🎨 Kindness Fortune Teller 🎨
Learning Objectives
- Develop practical life skills
- Practice fine motor skills
- Build communication skills
- Learn kindness as action
Materials Needed
- 8.5″ x 8.5″ square paper
- Markers or crayons
- Origami instructions
- Optional: colored paper
Life Skills Focus
- Appreciation & gratitude
- Active listening
- Cooperation & sharing
- Inclusive behavior
Teacher Resources
- Family friendly instructions for Kindness Fortune Teller
- Discussion prompts
- Parent communication guide
📹 Instructional Videos by Nikita Tse
💡 Interactive Videos: These videos automatically pause at each step so you can follow along at your own pace. Press the play button to continue to the next step.
How to Fold Your Fortune Teller
Follow along as Nikita demonstrates the basic origami fortune teller fold
Decorating & Adding Your Kindness Skills
Learn how to personalize your fortune teller with hearts, numbers, and kindness prompts
How to Play & Practice Kindness
Nikita shows you how to use your fortune teller and put your kindness skills into action
💝 The 8 Kindness Skills
These are the life skills students will write inside their fortune tellers. Each skill is actionable and can be practiced immediately!
Say something nice about a friend
Help a friend
Share with friends
Use nice words
Make a thank you card
Say thank you
Ask someone to play
Listen to friends
📝 Step-by-Step Instructions
- Fold Your Fortune Teller – Follow Video 1 with Nikita to create the basic origami shape
- Decorate the Outside – Draw or color four hearts (red, blue, green, yellow) on the outer flaps
- Write Numbers 1-8 – On the inner triangles, write the numbers 1 through 8
- Add Kindness Skills – Lift each flap and write one kindness skill underneath. Use the age-appropriate language from the toggle above (K-1, 2-3, or 4-5).
- Practice Using It – Follow Video 3 to learn how to play and share kindness with friends
🚀 Extensions & Activities
🎯 Kindness Challenge
Students must complete the skill they receive by the end of the day and report back on what happened.
📊 Classroom Management Tool
Create a “Kindness Skills in Action” board where students can record which skills they practiced each day.
✍️ Writing Connection
Have students journal about which kindness skill felt easiest/hardest and why. Discuss as a class.
🎨 Personalize It
Encourage older students to create their own kindness prompts that reflect their unique classroom culture.
🏆 Weekly Reflection
End the week by discussing: Which skill did you practice most? Which do you want to work on more?
🏡 Home Connection
Send fortune tellers home with families and encourage them to add their own family-specific kindness ideas.
🎓 Why This Works
By framing kindness as a skill set and toolkit, we help children understand that kindness is:
- Learnable – Not innate or fixed, but something that can be developed
- Actionable – Specific behaviors they can practice right now
- Buildable – Gets stronger with repetition, just like any other skill
The fortune teller format transforms practice into play, removing pressure while reinforcing that kindness is something we do, not just something we feel. Each prompt teaches a concrete relationship skill: appreciation, helping, sharing, respectful disagreement, gratitude expression, inclusive behavior, and active listening.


**WHAT YOU HAVE TO DO**
Scan the records for the word "Image". Report each line where it occurs.

**GIVEN DATA**
--------------------------------

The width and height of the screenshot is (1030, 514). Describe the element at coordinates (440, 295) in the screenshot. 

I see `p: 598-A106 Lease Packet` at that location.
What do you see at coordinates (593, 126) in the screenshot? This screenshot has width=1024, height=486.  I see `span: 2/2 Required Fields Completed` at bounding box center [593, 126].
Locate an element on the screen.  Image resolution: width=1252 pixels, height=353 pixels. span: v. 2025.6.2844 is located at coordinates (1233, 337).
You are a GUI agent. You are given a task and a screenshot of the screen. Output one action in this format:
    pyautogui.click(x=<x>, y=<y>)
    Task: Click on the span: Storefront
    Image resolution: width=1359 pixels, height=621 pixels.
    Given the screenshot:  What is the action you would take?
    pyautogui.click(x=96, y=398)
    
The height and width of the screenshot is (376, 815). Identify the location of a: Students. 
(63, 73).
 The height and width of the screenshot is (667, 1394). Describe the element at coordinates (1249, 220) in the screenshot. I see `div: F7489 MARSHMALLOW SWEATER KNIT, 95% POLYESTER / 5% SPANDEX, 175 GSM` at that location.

--------------------------------

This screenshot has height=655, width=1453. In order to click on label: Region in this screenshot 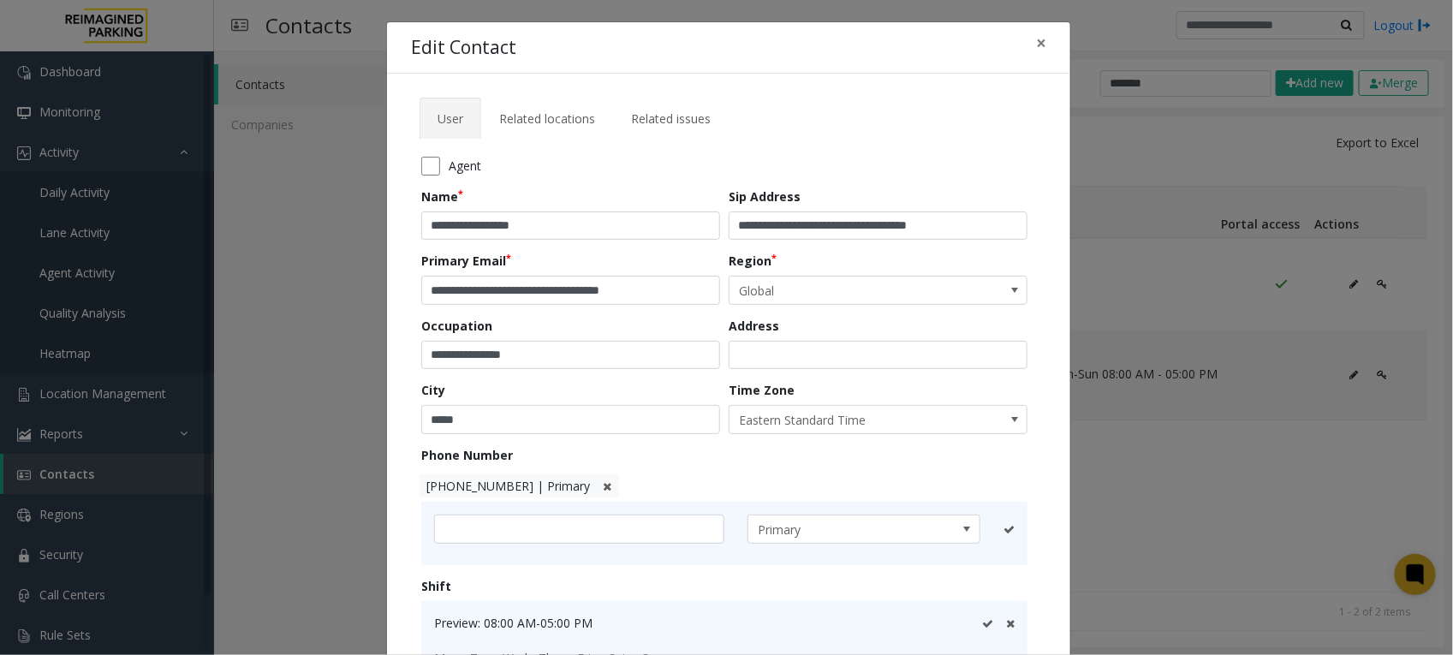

--------------------------------

**YOUR RESPONSE**
Locate an element on the screen.  Image resolution: width=1252 pixels, height=353 pixels. span: v. 2025.6.2844 is located at coordinates (1233, 337).
    Image resolution: width=1359 pixels, height=621 pixels.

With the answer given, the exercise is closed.